As we become evermore consumerist alongside our undesirable work patterns, we now find any such means of gratification to justify our effort. ‘I’m working really hard I should not be suffering on this bus just to get to work?‘*, ‘I’ve ate healthy all day surely I’m due a break?* and finally ‘I’ve worked every day for ‘x’ straight weeks now and I’ve not had time to enjoy myself‘*
*solution
* buy a nice car
*go for a nice meal
*book a holiday
These are all instant fixes that we can apply to ourselves for hard work, most of which will provide us with enough satisfaction to then carry on striving for even better or at least be able to justify our hard work when it gets tough.
When it comes to our bodies or one could say any other entity to which we give our time besides work, are we rewarded for the effort? and more importantly do we reward ourselves more than we need to? If we replaced ‘reward’ with ‘motivate’ in this context it would imply that we are in turn requiring another ‘motive’ to continue as opposed to being rewarded with ‘praise’ Are we so weak in our pursuits of better living that we need someone or something at every hurdle screaming ‘good job’ whilst everyone else running the race is already at the finish watching you revel in that first set of hurdles. I have this image of training a dog, conditioning them to associate their effort with treats and then simultaneously trying to achieve the exact same goal with nothing. Are we just jumping through the hoops of our own egos or do we actually want to see ourselves succeed?
My point is one of accepting that there will be hard times that can only be pacified by an instilling drive to continue and not to regress, but more importantly acknowledging whether you are actually reaping the rewards from your efforts. If the answer is no, do not reward yourself, find the reason why you haven’t seen any progress and stick at the things that bring it. Just killing yourself without having a plan of what you want to achieve or suddenly deciding that you deserve a reward already is just blind and redundant energy wasted. By giving in and rewarding yourself for just trying you are essentially celebrating your loss, a bi-product of having ‘reward’ at every vulnerable turn. Celebrating your progress tastes so much sweeter than the taste of over-indulgence.
The ratio of effort:reward is the same as energy:results, use your energy tactfully and the results which you deserve, not that which you think you are entitled, and this will be graced to you tenfold. If there was a medal for jumping the first hurdle our necks would be too heavy to surmount the last.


WORK TO COMPLETE: From the records, return each line that has the word "ylabel" in it.

DATA TO PROCESS:
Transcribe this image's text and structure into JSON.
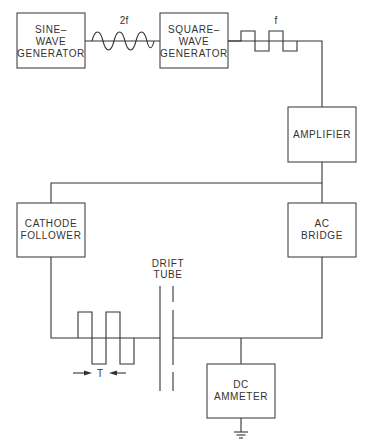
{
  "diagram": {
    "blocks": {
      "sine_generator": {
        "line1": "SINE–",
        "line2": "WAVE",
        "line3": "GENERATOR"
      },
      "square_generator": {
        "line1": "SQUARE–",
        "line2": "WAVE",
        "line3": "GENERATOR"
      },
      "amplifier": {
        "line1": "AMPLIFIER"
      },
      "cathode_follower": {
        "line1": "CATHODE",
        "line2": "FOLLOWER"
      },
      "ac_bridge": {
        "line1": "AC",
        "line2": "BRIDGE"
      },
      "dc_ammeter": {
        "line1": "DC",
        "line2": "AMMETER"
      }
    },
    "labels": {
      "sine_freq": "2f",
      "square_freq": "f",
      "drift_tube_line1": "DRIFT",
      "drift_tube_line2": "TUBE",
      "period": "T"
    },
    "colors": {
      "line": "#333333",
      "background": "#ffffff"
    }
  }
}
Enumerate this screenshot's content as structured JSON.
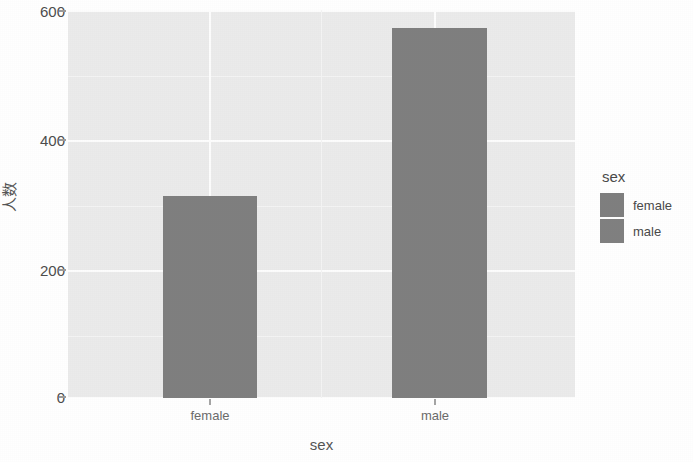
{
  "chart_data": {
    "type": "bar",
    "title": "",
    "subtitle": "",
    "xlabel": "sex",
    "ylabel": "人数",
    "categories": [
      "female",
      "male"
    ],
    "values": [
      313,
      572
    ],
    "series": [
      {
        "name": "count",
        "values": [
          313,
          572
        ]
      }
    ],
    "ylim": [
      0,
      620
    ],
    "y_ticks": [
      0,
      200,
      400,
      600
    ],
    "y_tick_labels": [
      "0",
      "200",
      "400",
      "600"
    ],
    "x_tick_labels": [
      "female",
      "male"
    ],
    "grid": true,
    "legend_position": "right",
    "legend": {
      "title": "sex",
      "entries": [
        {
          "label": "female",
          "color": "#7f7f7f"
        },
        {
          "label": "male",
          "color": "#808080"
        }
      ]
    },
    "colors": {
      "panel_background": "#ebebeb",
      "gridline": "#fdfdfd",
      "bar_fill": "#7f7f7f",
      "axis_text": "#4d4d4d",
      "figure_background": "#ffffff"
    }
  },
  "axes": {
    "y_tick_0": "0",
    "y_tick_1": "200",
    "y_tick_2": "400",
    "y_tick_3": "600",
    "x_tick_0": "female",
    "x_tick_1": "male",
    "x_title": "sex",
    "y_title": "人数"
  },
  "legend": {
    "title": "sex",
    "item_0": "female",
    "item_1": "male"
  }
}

* * *

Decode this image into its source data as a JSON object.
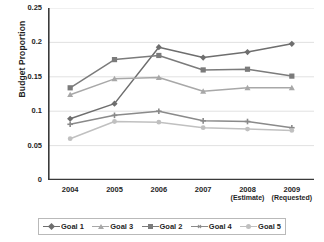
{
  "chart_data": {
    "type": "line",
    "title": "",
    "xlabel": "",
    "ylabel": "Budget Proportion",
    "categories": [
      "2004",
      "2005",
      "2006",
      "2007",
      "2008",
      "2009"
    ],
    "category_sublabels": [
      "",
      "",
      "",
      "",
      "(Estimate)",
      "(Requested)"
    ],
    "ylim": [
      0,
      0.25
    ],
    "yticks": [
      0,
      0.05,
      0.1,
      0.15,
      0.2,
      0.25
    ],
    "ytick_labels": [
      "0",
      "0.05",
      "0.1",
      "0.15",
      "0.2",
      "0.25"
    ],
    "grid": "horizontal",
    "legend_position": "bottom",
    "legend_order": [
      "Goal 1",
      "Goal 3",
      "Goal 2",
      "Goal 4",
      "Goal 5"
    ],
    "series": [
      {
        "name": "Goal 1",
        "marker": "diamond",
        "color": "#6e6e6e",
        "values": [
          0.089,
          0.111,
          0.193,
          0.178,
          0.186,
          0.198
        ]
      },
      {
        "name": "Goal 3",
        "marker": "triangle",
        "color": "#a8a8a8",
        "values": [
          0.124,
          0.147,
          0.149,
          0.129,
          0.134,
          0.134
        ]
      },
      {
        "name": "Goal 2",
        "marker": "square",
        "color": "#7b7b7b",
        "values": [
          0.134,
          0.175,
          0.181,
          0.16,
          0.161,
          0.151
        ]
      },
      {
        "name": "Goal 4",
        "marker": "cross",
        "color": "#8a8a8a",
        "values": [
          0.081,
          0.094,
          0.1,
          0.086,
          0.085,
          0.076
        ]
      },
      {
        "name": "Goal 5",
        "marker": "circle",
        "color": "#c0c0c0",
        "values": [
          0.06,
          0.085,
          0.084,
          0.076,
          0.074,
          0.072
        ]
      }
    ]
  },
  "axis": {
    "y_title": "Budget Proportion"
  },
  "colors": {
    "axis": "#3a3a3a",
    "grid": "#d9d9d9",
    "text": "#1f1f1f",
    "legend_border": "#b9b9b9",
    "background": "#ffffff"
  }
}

TASK OUTPUT:
    "ylabel": "人数",
    "ylabel": "Budget Proportion",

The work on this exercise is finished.